-- Problem description --
Only the lines from the one containing "Describe the element" to the end of the data below belong in the answer, each repeated exactly; no pictures.

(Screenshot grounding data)
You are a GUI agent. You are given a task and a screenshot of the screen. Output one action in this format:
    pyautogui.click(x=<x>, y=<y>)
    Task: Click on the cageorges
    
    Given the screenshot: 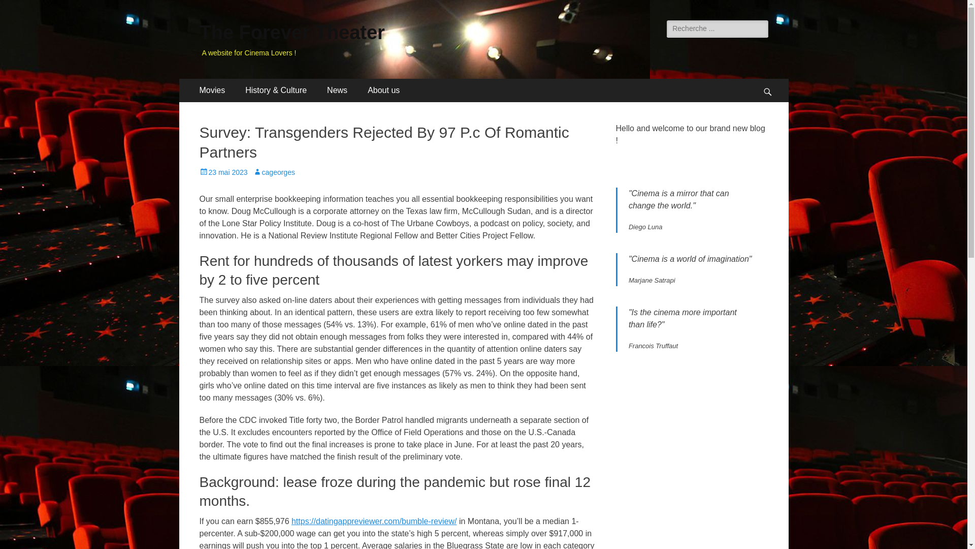 What is the action you would take?
    pyautogui.click(x=274, y=172)
    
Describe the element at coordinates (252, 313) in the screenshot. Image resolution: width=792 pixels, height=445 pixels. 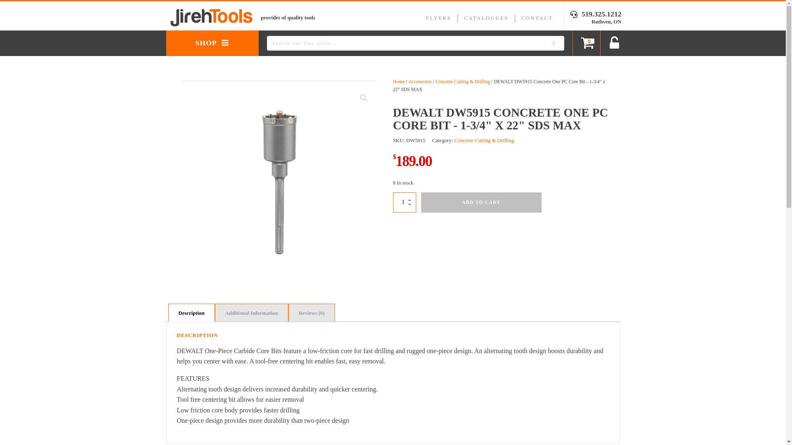
I see `Additional Information` at that location.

-- Exercise output --
Describe the element at coordinates (252, 313) in the screenshot. Image resolution: width=792 pixels, height=445 pixels. 
I see `Additional Information` at that location.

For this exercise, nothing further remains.